When to stop, switch, or pause long-term osteoporosis medicines for older adults
Benefits and Harms of Long-term Osteoporosis Pharmacotherapy: Impact of Treatment Length, Type, Switching, and Holidays
This project looks at whether stopping, switching, or taking breaks from long-term osteoporosis drugs changes fracture risk and side effects for older adults.
Quick facts
| Grant type | R01 grant |
|---|---|
| Study type | NIH-funded research |
| Funding institution | Brown University NIH-funded |
| Lab location | 1 site (Providence, United States) |
| Project ID | NIH-11410913 on NIH RePORTER |
What this research studies
Younger and older adults on long-term oral bisphosphonates (three or more years) will be compared based on whether they continue treatment, stop for a drug holiday, or switch to another osteoporosis medicine. The team will use existing U.S. healthcare and nursing home records to track fractures, serious complications like atypical femur fractures, death, and moves into nursing homes. They will analyze both community-dwelling older adults and nursing home residents to fill gaps not covered by prior trials. The approach is observational using large real-world databases and statistical methods to compare outcomes across different treatment patterns.
Who could benefit from this research
Good fit: Ideal candidates are people aged 65 and older who have been taking oral bisphosphonates for at least three years, including community-dwelling elders and nursing home residents.

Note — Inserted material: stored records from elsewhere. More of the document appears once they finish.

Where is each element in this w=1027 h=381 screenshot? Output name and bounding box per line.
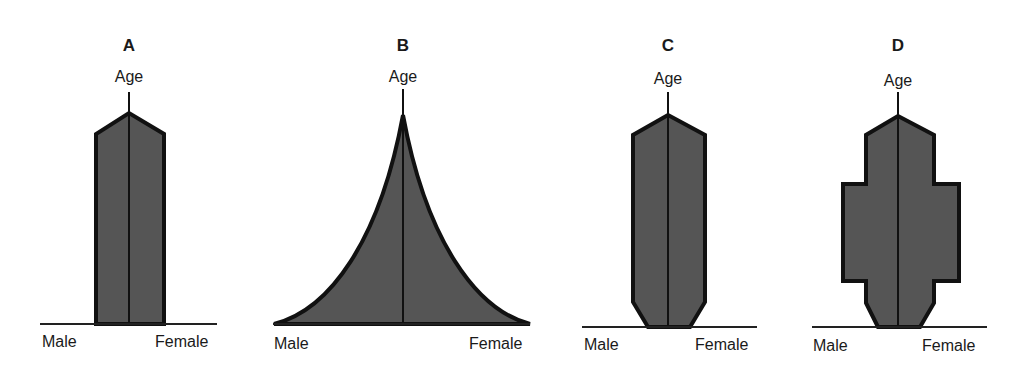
panel-c: C Age Male Female — [582, 36, 757, 353]
panel-a-age-label: Age — [115, 68, 144, 85]
panel-d-female-label: Female — [922, 337, 975, 354]
panel-b-label: B — [397, 36, 409, 55]
panel-c-label: C — [662, 36, 674, 55]
panel-a-label: A — [123, 36, 135, 55]
panel-d-male-label: Male — [813, 337, 848, 354]
panel-b-age-label: Age — [389, 68, 418, 85]
panel-d-label: D — [892, 36, 904, 55]
panel-c-male-label: Male — [584, 336, 619, 353]
panel-b: B Age Male Female — [273, 36, 530, 352]
panel-a: A Age Male Female — [40, 36, 217, 350]
panel-b-male-label: Male — [274, 335, 309, 352]
panel-d: D Age Male Female — [812, 36, 987, 354]
panel-d-age-label: Age — [884, 72, 913, 89]
panel-c-female-label: Female — [695, 336, 748, 353]
population-pyramids-diagram: A Age Male Female B Age Male Female C Ag… — [0, 0, 1027, 381]
panel-b-female-label: Female — [469, 335, 522, 352]
panel-a-female-label: Female — [155, 333, 208, 350]
panel-a-male-label: Male — [42, 333, 77, 350]
panel-c-age-label: Age — [654, 70, 683, 87]
panel-d-pyramid-shape — [843, 116, 959, 327]
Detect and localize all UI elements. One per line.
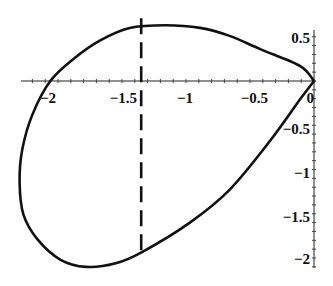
y-tick-label: 0.5 bbox=[291, 30, 310, 46]
x-tick-label: 0 bbox=[307, 90, 315, 106]
x-tick-label: −1 bbox=[177, 90, 193, 106]
x-tick-label: −2 bbox=[40, 90, 56, 106]
x-tick-label: −0.5 bbox=[241, 90, 268, 106]
plot-area: −2 −1.5 −1 −0.5 0 0.5 −0.5 −1 −1.5 −2 bbox=[0, 0, 333, 286]
x-axis bbox=[21, 79, 316, 83]
y-tick-label: −1.5 bbox=[283, 209, 310, 225]
closed-curve bbox=[20, 25, 314, 267]
y-axis bbox=[312, 30, 316, 268]
y-tick-label: −1 bbox=[294, 165, 310, 181]
y-tick-label: −2 bbox=[294, 251, 310, 267]
y-tick-label: −0.5 bbox=[283, 121, 310, 137]
x-tick-label: −1.5 bbox=[110, 90, 137, 106]
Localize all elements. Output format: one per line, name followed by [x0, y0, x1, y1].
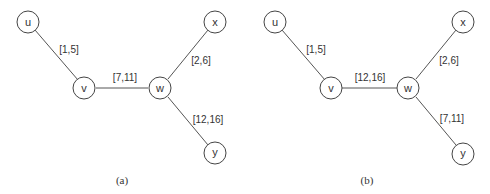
edge-label-uv: [1,5] — [306, 44, 326, 55]
diagram-canvas: [1,5] [7,11] [2,6] [12,16] u v w x y (a)… — [0, 0, 490, 194]
node-label-y: y — [212, 146, 218, 158]
node-label-u: u — [25, 16, 31, 28]
edge-label-vw: [12,16] — [355, 72, 386, 83]
edge-label-vw: [7,11] — [113, 72, 137, 83]
node-label-v: v — [81, 82, 87, 94]
node-label-v: v — [328, 82, 334, 94]
edge-uv — [35, 30, 78, 80]
node-label-y: y — [460, 147, 466, 159]
caption-a: (a) — [116, 174, 129, 187]
edge-uv — [282, 30, 325, 80]
caption-b: (b) — [361, 174, 374, 187]
node-label-w: w — [403, 82, 412, 94]
edge-label-wx: [2,6] — [191, 55, 211, 66]
node-label-x: x — [460, 16, 466, 28]
panel-b: [1,5] [12,16] [2,6] [7,11] u v w x y (b) — [264, 11, 474, 187]
node-label-w: w — [155, 82, 164, 94]
node-label-x: x — [212, 16, 218, 28]
panel-a: [1,5] [7,11] [2,6] [12,16] u v w x y (a) — [17, 11, 226, 187]
edge-label-uv: [1,5] — [59, 44, 79, 55]
edge-label-wy: [7,11] — [440, 113, 464, 124]
edge-label-wy: [12,16] — [193, 114, 224, 125]
edge-label-wx: [2,6] — [439, 55, 459, 66]
node-label-u: u — [272, 16, 278, 28]
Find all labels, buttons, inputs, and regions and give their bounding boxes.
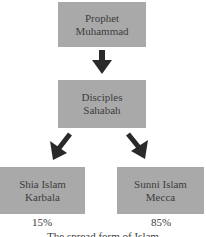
node-label-line1: Shia Islam [19, 178, 66, 191]
arrow-middle-to-left [50, 134, 70, 160]
node-label-line2: Karbala [25, 191, 60, 204]
shia-percentage: 15% [32, 216, 52, 228]
arrow-middle-to-right [128, 134, 148, 159]
node-disciples-sahabah: Disciples Sahabah [58, 80, 146, 128]
node-label-line2: Mecca [146, 191, 175, 204]
node-shia-islam: Shia Islam Karbala [0, 167, 85, 214]
node-label-line2: Sahabah [83, 104, 120, 117]
node-label-line1: Sunni Islam [134, 178, 187, 191]
sunni-percentage: 85% [151, 216, 171, 228]
arrow-top-to-middle [92, 50, 112, 74]
node-label-line1: Disciples [82, 91, 123, 104]
node-prophet-muhammad: Prophet Muhammad [58, 2, 146, 47]
node-sunni-islam: Sunni Islam Mecca [117, 167, 204, 214]
node-label-line2: Muhammad [75, 25, 128, 38]
figure-caption: The spread form of Islam [0, 230, 206, 237]
node-label-line1: Prophet [85, 12, 119, 25]
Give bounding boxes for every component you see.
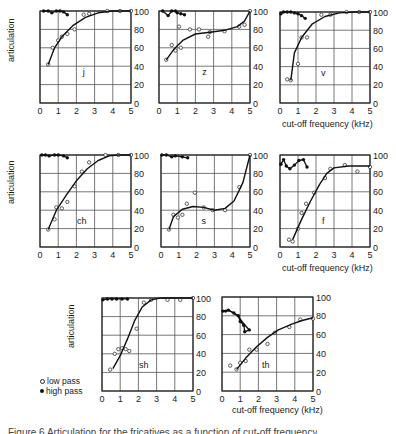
- fit-curve: [223, 310, 249, 330]
- panel-label: v: [321, 68, 326, 78]
- high-pass-point: [126, 297, 129, 300]
- x-tick-label: 5: [247, 106, 252, 116]
- low-pass-point: [291, 240, 294, 243]
- low-pass-point: [304, 202, 307, 205]
- high-pass-point: [186, 156, 189, 159]
- high-pass-point: [289, 10, 292, 13]
- y-tick-label: 80: [373, 169, 383, 179]
- high-pass-point: [57, 153, 60, 156]
- x-tick-label: 4: [172, 394, 177, 404]
- high-pass-point: [55, 9, 58, 12]
- high-pass-point: [297, 159, 300, 162]
- y-tick-label: 40: [253, 206, 263, 216]
- high-pass-point: [282, 10, 285, 13]
- high-pass-point: [176, 11, 179, 14]
- high-pass-point: [285, 164, 288, 167]
- y-tick-label: 80: [316, 311, 326, 321]
- high-pass-point: [174, 154, 177, 157]
- high-pass-point: [243, 330, 246, 333]
- high-pass-point: [293, 163, 296, 166]
- high-pass-point: [288, 167, 291, 170]
- x-tick-label: 5: [128, 106, 133, 116]
- panel-label: sh: [139, 360, 149, 370]
- y-tick-label: 0: [253, 99, 258, 109]
- x-tick-label: 0: [156, 106, 161, 116]
- low-pass-point: [170, 43, 173, 46]
- high-pass-point: [101, 298, 104, 301]
- high-pass-point: [120, 297, 123, 300]
- x-tick-label: 0: [277, 106, 282, 116]
- y-tick-label: 60: [316, 330, 326, 340]
- y-tick-label: 80: [134, 169, 144, 179]
- panel-z: 012345020406080100z: [156, 7, 268, 117]
- plot-frame: [280, 155, 370, 247]
- y-tick-label: 80: [253, 25, 263, 35]
- y-tick-label: 20: [134, 224, 144, 234]
- y-tick-label: 60: [196, 331, 206, 341]
- x-tick-label: 3: [211, 106, 216, 116]
- y-tick-label: 40: [134, 62, 144, 72]
- low-pass-point: [128, 349, 131, 352]
- high-pass-point: [279, 163, 282, 166]
- y-tick-label: 20: [253, 80, 263, 90]
- x-tick-label: 4: [110, 106, 115, 116]
- high-pass-line: [223, 310, 249, 332]
- low-pass-point: [124, 347, 127, 350]
- x-tick-label: 2: [194, 250, 199, 260]
- y-tick-label: 0: [373, 99, 378, 109]
- low-pass-point: [176, 216, 179, 219]
- x-tick-label: 4: [229, 106, 234, 116]
- y-tick-label: 0: [196, 387, 201, 397]
- panel-label: s: [201, 216, 206, 226]
- x-axis-label-row3: cut-off frequency (kHz): [232, 405, 323, 415]
- fit-curve: [48, 155, 131, 230]
- y-axis-label-row2: articulation: [6, 160, 16, 204]
- legend-label-low-pass: low pass: [47, 376, 80, 386]
- plot-frame: [40, 11, 131, 103]
- y-tick-label: 60: [253, 187, 263, 197]
- figure-caption: Figure 6 Articulation for the fricatives…: [8, 427, 317, 434]
- y-tick-label: 100: [253, 7, 268, 17]
- y-tick-label: 0: [253, 243, 258, 253]
- legend-item-low-pass: low pass: [40, 376, 82, 386]
- y-tick-label: 0: [373, 243, 378, 253]
- y-tick-label: 40: [253, 62, 263, 72]
- y-tick-label: 40: [373, 206, 383, 216]
- x-tick-label: 1: [118, 394, 123, 404]
- x-tick-label: 2: [313, 250, 318, 260]
- low-pass-point: [113, 352, 116, 355]
- x-tick-label: 1: [295, 106, 300, 116]
- x-tick-label: 3: [331, 250, 336, 260]
- y-tick-label: 0: [134, 243, 139, 253]
- high-pass-point: [165, 153, 168, 156]
- high-pass-point: [300, 14, 303, 17]
- y-tick-label: 60: [253, 43, 263, 53]
- panel-s: 012345020406080100s: [158, 151, 268, 261]
- low-pass-point: [188, 28, 191, 31]
- x-tick-label: 0: [37, 106, 42, 116]
- plot-frame: [159, 11, 250, 103]
- high-pass-point: [40, 153, 43, 156]
- y-tick-label: 20: [196, 368, 206, 378]
- high-pass-point: [170, 155, 173, 158]
- low-pass-point: [117, 347, 120, 350]
- x-tick-label: 5: [310, 394, 315, 404]
- y-tick-label: 100: [373, 8, 388, 18]
- high-pass-point: [115, 297, 118, 300]
- low-pass-point: [193, 191, 196, 194]
- high-pass-point: [66, 13, 69, 16]
- panel-j: 012345020406080100j: [37, 7, 149, 117]
- fit-curve: [113, 298, 193, 369]
- y-tick-label: 80: [253, 169, 263, 179]
- x-tick-label: 4: [230, 250, 235, 260]
- y-tick-label: 100: [134, 151, 149, 161]
- y-tick-label: 100: [373, 151, 388, 161]
- plot-frame: [161, 155, 250, 247]
- legend: low pass high pass: [40, 376, 82, 396]
- low-pass-point: [287, 238, 290, 241]
- x-tick-label: 5: [367, 250, 372, 260]
- low-pass-point: [300, 211, 303, 214]
- x-tick-label: 0: [99, 394, 104, 404]
- y-tick-label: 80: [373, 26, 383, 36]
- x-tick-label: 3: [212, 250, 217, 260]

Not a fit: Younger people, those who have not used osteoporosis drugs long-term, or patients treated for conditions other than osteoporosis are unlikely to gain direct benefit from this work.
Why it matters
Potential benefit: If successful, the findings could help patients and clinicians make safer, more personalized decisions about how long to stay on osteoporosis medicines or whether to switch or pause them.
How similar studies have performed: Prior clinical trials in mainly women have shown little difference in fracture risk after stopping versus continuing bisphosphonates at 3–5 years, but evidence is limited for men and nursing home residents.
Where this research is happening
Providence, United States
- Brown University — Providence, United States (Active)
Researchers
- Principal investigator: Hayes, Kaleen Nicole — Brown University
- Study coordinator: Hayes, Kaleen Nicole
About this research
- This is an active NIH-funded research project — typically early-stage science, not a clinical trial accepting patient enrollment.
- Some NIH-funded labs run parallel clinical studies or seek volunteers for related work. To check, contact the principal investigator or institution listed above.
- For full project details, budget, and progress reports, visit the official NIH RePORTER page below.